The Second Young Master used this to ensure that he was not implicated just in case their father gets all emotional on his sonâs death even though he was illegitimate.
"I am going to die tomorrow?!"
Li Wei... No, Gu Fan stared at the rotting wooden wall. The absurdity of it made him want to laugh, but his broken ribs made him wince instead.
"Ugghh! I wrote this... I was the God!" He whispered, his voice trembling with a mix of awe and horror.
"Every bruise on this body... I typed them. The sound of these ribs cracking . I did this to myself."
"I killed him with my fingers. I typed the words that sealed his fate."
"And now I
am
him?"
He clenched his fists. The fear was there running through his veins.
But there was also this strange clarity in his mind. He was the Creator of this world.
He wasnât just some random transmigrator who had to figure things out. He was the god of this world.
He knew every secret.
He knew where the Clan Head hid his stash of spirit stones.
He knew the secret mantra to open the hidden level of the Clan Library.
He knew that the Sect leader of the Holy sect was actually a demon in disguise.
He knew the weaknesses of every technique, every beast, and every character.
Everything was on his fingertips.
But right now, none of that mattered. Spirit stones and mantras were useless to a corpse.
"I have to survive tomorrow," he hissed through clenched teeth, "If I eat that porridge, itâs game over."
Then his mind drifted to the protagonist of this world.
Gu Chen
.
Gu Chen was his pride and joy, the "Eye of the Gu Clan."
Gu Chen was a genius born with a unique visual technique, the "Heavenly Eyes".
In the novel, Gu Chen was a righteous, somewhat stoic hero.
He was the one who eventually found Gu Fanâs rotting corpse in the mass grave.
He then vowed to cleanse the clan of its corruption. Gu Fanâs death was the catalyst for Gu Chenâs first major power-up.
"Gu Chen..." Li Wei muttered, staring at the dust motes.

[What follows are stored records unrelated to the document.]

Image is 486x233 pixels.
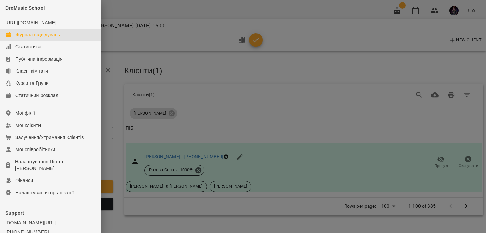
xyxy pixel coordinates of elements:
div: Налаштування Цін та [PERSON_NAME] [15,159,95,172]
a: [URL][DOMAIN_NAME] [5,20,56,25]
div: Публічна інформація [15,56,62,62]
div: Мої філії [15,110,35,117]
a: [DOMAIN_NAME][URL] [5,220,95,226]
div: Фінанси [15,177,33,184]
div: Курси та Групи [15,80,49,87]
span: DreMusic School [5,5,45,11]
div: Статичний розклад [15,92,58,99]
div: Мої співробітники [15,146,55,153]
p: Support [5,210,95,217]
div: Журнал відвідувань [15,31,60,38]
div: Налаштування організації [15,190,74,196]
div: Класні кімнати [15,68,48,75]
div: Статистика [15,44,41,50]
div: Мої клієнти [15,122,41,129]
div: Залучення/Утримання клієнтів [15,134,84,141]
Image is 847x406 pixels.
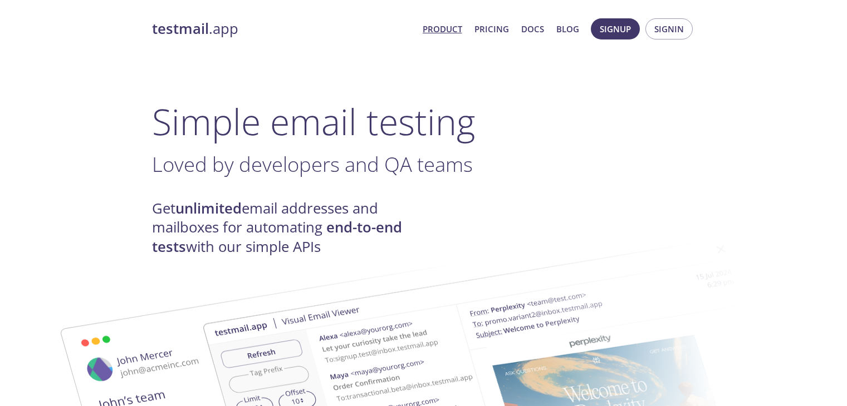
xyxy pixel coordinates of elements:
span: Loved by developers and QA teams [152,150,473,178]
button: Signin [645,18,693,40]
a: Docs [521,22,544,36]
a: Product [423,22,462,36]
a: testmail.app [152,19,414,38]
strong: end-to-end tests [152,218,402,256]
span: Signup [600,22,631,36]
a: Blog [556,22,579,36]
button: Signup [591,18,640,40]
strong: testmail [152,19,209,38]
span: Signin [654,22,684,36]
h4: Get email addresses and mailboxes for automating with our simple APIs [152,199,424,257]
h1: Simple email testing [152,100,695,143]
strong: unlimited [175,199,242,218]
a: Pricing [474,22,509,36]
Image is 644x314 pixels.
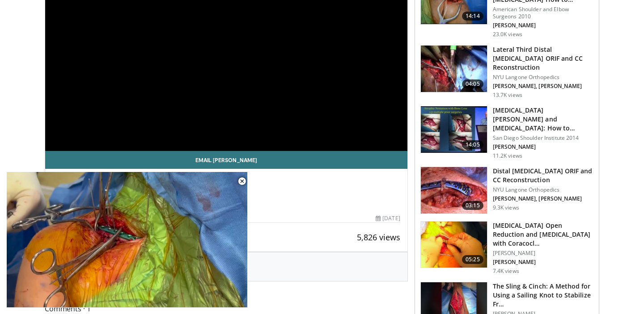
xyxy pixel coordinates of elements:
span: 14:14 [462,12,484,20]
p: San Diego Shoulder Institute 2014 [493,134,593,142]
a: 14:05 [MEDICAL_DATA][PERSON_NAME] and [MEDICAL_DATA]: How to Prevent and How to Treat San Diego S... [421,106,593,159]
a: Email [PERSON_NAME] [45,151,408,169]
p: [PERSON_NAME] [493,22,593,29]
span: 05:25 [462,256,484,264]
p: [PERSON_NAME] [493,144,593,151]
p: [PERSON_NAME], [PERSON_NAME] [493,195,593,203]
span: 5,826 views [357,232,400,243]
span: 04:05 [462,80,484,89]
a: 05:25 [MEDICAL_DATA] Open Reduction and [MEDICAL_DATA] with Coracocl… [PERSON_NAME] [PERSON_NAME]... [421,221,593,275]
p: [PERSON_NAME] [493,258,593,266]
span: 03:15 [462,201,484,210]
h3: The Sling & Cinch: A Method for Using a Sailing Knot to Stabilize Fr… [493,283,593,308]
div: [DATE] [375,215,399,222]
p: 9.3K views [493,205,519,211]
h3: Distal [MEDICAL_DATA] ORIF and CC Reconstruction [493,167,593,184]
span: 14:05 [462,141,484,149]
img: 975f9b4a-0628-4e1f-be82-64e786784faa.jpg.150x105_q85_crop-smart_upscale.jpg [421,168,487,214]
img: b53f9957-e81c-4985-86d3-a61d71e8d4c2.150x105_q85_crop-smart_upscale.jpg [421,45,487,92]
p: American Shoulder and Elbow Surgeons 2010 [493,6,593,20]
img: d03f9492-8e94-45ae-897b-284f95b476c7.150x105_q85_crop-smart_upscale.jpg [421,221,487,269]
p: [PERSON_NAME], [PERSON_NAME] [493,82,593,90]
p: NYU Langone Orthopedics [493,186,593,194]
p: 11.2K views [493,153,523,159]
p: 23.0K views [493,31,523,38]
img: 1649666d-9c3d-4a7c-870b-019c762a156d.150x105_q85_crop-smart_upscale.jpg [421,107,487,153]
h3: [MEDICAL_DATA][PERSON_NAME] and [MEDICAL_DATA]: How to Prevent and How to Treat [493,106,593,132]
video-js: Video Player [6,172,247,308]
h3: Lateral Third Distal [MEDICAL_DATA] ORIF and CC Reconstruction [493,45,593,72]
p: 13.7K views [493,92,523,99]
a: 03:15 Distal [MEDICAL_DATA] ORIF and CC Reconstruction NYU Langone Orthopedics [PERSON_NAME], [PE... [421,167,593,214]
button: Close [233,172,251,191]
p: 7.4K views [493,268,519,275]
a: 04:05 Lateral Third Distal [MEDICAL_DATA] ORIF and CC Reconstruction NYU Langone Orthopedics [PER... [421,45,593,99]
p: NYU Langone Orthopedics [493,74,593,81]
p: [PERSON_NAME] [493,250,593,257]
h3: [MEDICAL_DATA] Open Reduction and [MEDICAL_DATA] with Coracocl… [493,221,593,248]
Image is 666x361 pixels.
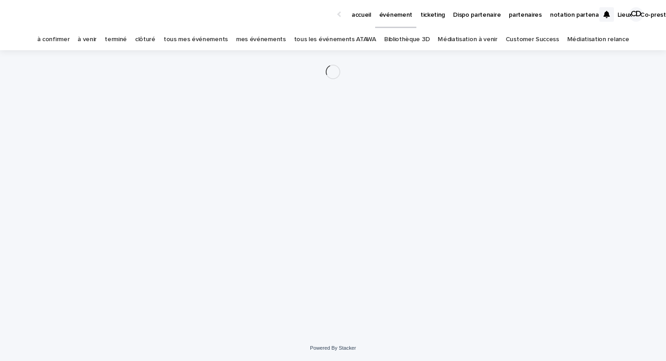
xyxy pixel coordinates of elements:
a: terminé [105,29,127,50]
a: tous les événements ATAWA [294,29,376,50]
a: Bibliothèque 3D [384,29,429,50]
a: tous mes événements [163,29,228,50]
a: Powered By Stacker [310,346,356,351]
a: à venir [77,29,96,50]
a: Médiatisation à venir [437,29,497,50]
a: Customer Success [505,29,559,50]
a: Médiatisation relance [567,29,629,50]
img: Ls34BcGeRexTGTNfXpUC [18,5,106,24]
a: mes événements [236,29,286,50]
a: clôturé [135,29,155,50]
a: à confirmer [37,29,70,50]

In the book, Gu Chen was the hero. He was probably training in the main courtyard right now, enjoying resources Gu Fan could only dream of, surrounded by elders who praised his talent.
Li Wei didnât hate Gu Chen. How could he? Gu Chen was his son, in a way.
He had spent three years detailing Gu Chenâs struggles, his victories, his setbacks and his love.
Li Wei loved Gu Chen.
But the reality of living in the mud while his creation lived in the sky was a bitter pill to swallow.
"I am not a villain," Li Wei thought, trying to regulate his breathing, forcing his heart rate down, "I just... I donât want to be a plot device. I donât want to be the tragic backstory that motivates the hero to be better."
In the novel, Gu Fanâs death served a purpose. It showed Gu Chen the cruelty of the world. It was a stepping stone.
"To hell with character development," Li Wei spat, wincing as his ribs pained all across his chest "I am not dying for anyoneâs plot growth."
"I am not dying so you can feel sad for a Chapter and then forget about me when the Jade Beauties show up."
He looked at his broken body. He looked at the locked door of the shack.
"Gu Chen, you want to be the hero? Fine. Go save the world. Go fight the demons."
"I made you the hero, Gu Chen. I gave you the halo. But you have plot armour, and I have nothing but a broken body and a deadline."
Li Weiâs eyes, one swollen shut and the other burning with a terrifying intensity, fixed on the sliver of light coming through the door frame.
"If I survive this, donât hate me if I steal your opportunities, and my life back."